Word and character granularity
Word-level diffs split the content on whitespace and run the diff algorithm over tokens. Character-level goes one step further. Both produce diffs that highlight the exact sub-line change, which is essential for prose and helpful for long-line structured data. Most diff UIs default to line-level and offer a toggle to “show intra-line changes.” Git’s --word-diff flag produces word-level output.
# Line-level
- The quick brown fox jumps over the lazy dog.
+ The quick red fox leaps over the sleepy dog.
# Word-level
The quick [-brown-]{+red+} fox [-jumps-]{+leaps+} over the [-lazy-]{+sleepy+} dog.Side-by-side view
Side-by-side diffs show the old content in one column and the new content in the other, with aligned lines and highlighted changes. This is the view most IDE diff tools default to because it matches how humans compare things visually. Unified is more compact and better for narrow terminals or for reading a patch file; side-by-side is better for full-file review. Some tools offer a three-column view that adds a common-ancestor column for merge conflicts.
Three-way merge
Two-way diff compares A and B. Three-way merge compares A and B against a common ancestor C, which is what git merge does. If both A and B changed a line relative to C but in different ways, that is a conflict—Git marks it with<<<<<<<, =======, and>>>>>>> markers and leaves it to the human to resolve. If A and B changed different lines, the merge proceeds automatically. Three-way merge is why version control works at all—without it, every concurrent edit would require manual resolution.
Structured diffs
Line-level diffs are meaningless for some formats. A reordered JSON object, a whitespace-only YAML change, or a reformatted SQL query can produce a huge textual diff with zero semantic difference. Structured diff tools parse both documents into their native data model and compare the models directly. jq and customjsondiff libraries handle JSON. SQL parsers produce AST diffs. The tradeoff is complexity: textual diff works on anything, structural diff has to understand the format.
When to use git diff
git diff is the right tool for any file tracked by Git. It handles large files efficiently, shows colorized output, supports word-level with --word-diff, can compare arbitrary commits or branches, and produces patch files withgit diff > my.patch. For files outside a Git repo or for comparing text you just have in clipboards, a standalone diff tool is faster. For comparing two configs from different environments, or two API response payloads, a browser-based diff tool beats setting up a temporary repo.

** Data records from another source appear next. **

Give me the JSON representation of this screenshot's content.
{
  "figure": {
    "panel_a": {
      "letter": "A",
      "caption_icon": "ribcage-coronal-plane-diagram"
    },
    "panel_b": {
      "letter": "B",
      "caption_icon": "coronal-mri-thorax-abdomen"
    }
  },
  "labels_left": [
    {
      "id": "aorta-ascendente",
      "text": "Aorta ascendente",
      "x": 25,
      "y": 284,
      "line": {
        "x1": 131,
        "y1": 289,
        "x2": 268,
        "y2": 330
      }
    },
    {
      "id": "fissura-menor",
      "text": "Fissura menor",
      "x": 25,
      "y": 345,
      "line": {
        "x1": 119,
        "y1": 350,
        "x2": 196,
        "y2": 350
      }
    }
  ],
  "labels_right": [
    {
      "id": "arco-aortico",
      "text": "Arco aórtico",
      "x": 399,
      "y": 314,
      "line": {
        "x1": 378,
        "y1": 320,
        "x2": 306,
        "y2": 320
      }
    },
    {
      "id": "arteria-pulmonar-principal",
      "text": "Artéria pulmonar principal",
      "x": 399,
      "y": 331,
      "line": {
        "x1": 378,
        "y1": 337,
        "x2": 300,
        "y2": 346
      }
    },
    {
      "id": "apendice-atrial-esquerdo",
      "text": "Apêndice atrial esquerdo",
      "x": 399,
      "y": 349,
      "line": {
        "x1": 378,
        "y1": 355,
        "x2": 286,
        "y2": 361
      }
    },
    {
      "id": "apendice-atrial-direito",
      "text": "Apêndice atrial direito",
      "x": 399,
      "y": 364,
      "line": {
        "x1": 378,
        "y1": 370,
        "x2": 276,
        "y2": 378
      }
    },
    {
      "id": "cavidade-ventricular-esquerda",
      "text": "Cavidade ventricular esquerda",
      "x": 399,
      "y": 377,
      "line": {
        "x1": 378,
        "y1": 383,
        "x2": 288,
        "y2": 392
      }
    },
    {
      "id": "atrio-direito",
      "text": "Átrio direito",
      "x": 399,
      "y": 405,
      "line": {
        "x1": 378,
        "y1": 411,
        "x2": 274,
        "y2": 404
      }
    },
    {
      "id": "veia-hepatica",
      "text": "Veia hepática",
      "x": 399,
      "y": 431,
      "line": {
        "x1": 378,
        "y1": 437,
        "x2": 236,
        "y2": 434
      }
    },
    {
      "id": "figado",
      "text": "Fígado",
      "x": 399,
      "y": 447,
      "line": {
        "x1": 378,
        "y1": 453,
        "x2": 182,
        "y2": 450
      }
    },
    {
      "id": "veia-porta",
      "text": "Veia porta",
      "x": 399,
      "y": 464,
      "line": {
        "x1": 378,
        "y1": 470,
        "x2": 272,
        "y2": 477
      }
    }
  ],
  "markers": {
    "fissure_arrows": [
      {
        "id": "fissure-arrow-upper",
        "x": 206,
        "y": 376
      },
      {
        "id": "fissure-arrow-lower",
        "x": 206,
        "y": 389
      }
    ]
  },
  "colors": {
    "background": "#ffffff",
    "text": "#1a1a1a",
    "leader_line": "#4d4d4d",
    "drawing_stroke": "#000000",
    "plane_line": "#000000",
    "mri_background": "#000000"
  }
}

Patience diff and histogram diff
Myers diff is fast but sometimes produces hunks that align changes poorly—for example, showing a moved function as a big delete and a big insert far apart in the file. Patience diff (Bram Cohen, 2008) and histogram diff (Git’s variant) use common unique lines as anchors to produce more human-readable diffs at the cost of some performance. Git offers --patience and --histogram flags that switch to these algorithms when the default Myers output is noisy.
Common mistakes
Diffing binary files. Textual diff tools produce gibberish on binary input. Use a binary diff tool like bsdiff or compare hash digests for equality checks. Git detects binary files and showsBinary files differ rather than attempting a text diff.

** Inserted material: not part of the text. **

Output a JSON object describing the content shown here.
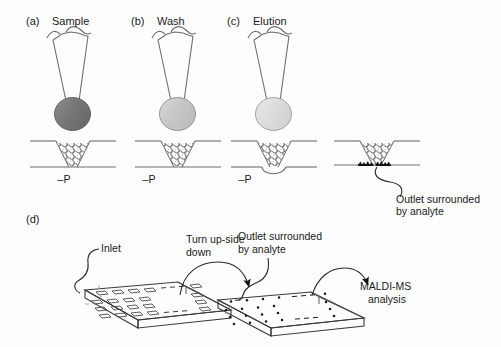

Ignoring line-ending differences. A file moved between Windows and Unix often diffs completely because every line gained or lost a \r. Configure your diff tool or Git to normalize line endings before comparing.

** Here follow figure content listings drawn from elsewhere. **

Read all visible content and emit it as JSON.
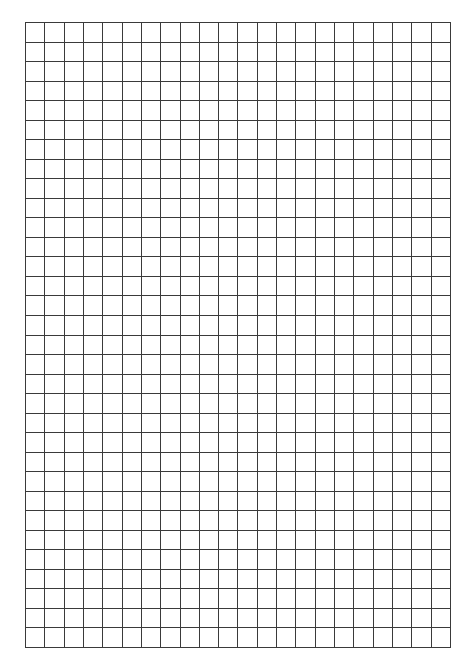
{
  "page": {
    "type": "graph-paper",
    "background": "#ffffff"
  },
  "grid": {
    "left": 25,
    "top": 22,
    "width": 425,
    "height": 625,
    "columns": 22,
    "rows": 32,
    "line_color": "#3a3a3a",
    "line_width": 1
  }
}
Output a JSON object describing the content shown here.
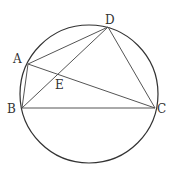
{
  "diagram": {
    "type": "geometry",
    "circle": {
      "cx": 89,
      "cy": 94,
      "r": 69,
      "stroke": "#333333"
    },
    "points": {
      "A": {
        "x": 28,
        "y": 64,
        "label": "A",
        "lx": 13,
        "ly": 63
      },
      "B": {
        "x": 22,
        "y": 108,
        "label": "B",
        "lx": 7,
        "ly": 113
      },
      "C": {
        "x": 155,
        "y": 108,
        "label": "C",
        "lx": 157,
        "ly": 113
      },
      "D": {
        "x": 108,
        "y": 27,
        "label": "D",
        "lx": 105,
        "ly": 24
      },
      "E": {
        "x": 59,
        "y": 77,
        "label": "E",
        "lx": 55,
        "ly": 89
      }
    },
    "segments": [
      [
        "A",
        "B"
      ],
      [
        "B",
        "C"
      ],
      [
        "C",
        "D"
      ],
      [
        "D",
        "A"
      ],
      [
        "A",
        "C"
      ],
      [
        "B",
        "D"
      ]
    ],
    "line_color": "#555555"
  }
}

Trusting whitespace-only diffs in code review. A pull request that touches 500 lines but is entirely whitespace changes can hide a single real change. Use the --ignore-all-space flag to see the semantic changes only.
Relying on line-level diff for JSON or YAML. Reordered keys look like huge diffs but change nothing. Use a structured diff tool for configuration data.
Applying a patch to the wrong base. A unified diff contains line numbers and context. If the target file has drifted from the patch’s expected base, the patch will fail or apply to the wrong place. Always verify the patch applies cleanly before relying on the result.
Diffing minified files. One-line minified bundles produce useless line-level diffs. Beautify both sides first, then diff.
Run the numbers
Compare two documents side-by-side or unified in the browser with the diff checker. Pair with the JSON diff checker when both sides are JSON and you need a structural comparison that ignores reordered keys, and the JSON formatter to normalize both inputs before diffing so whitespace and key ordering do not pollute the result.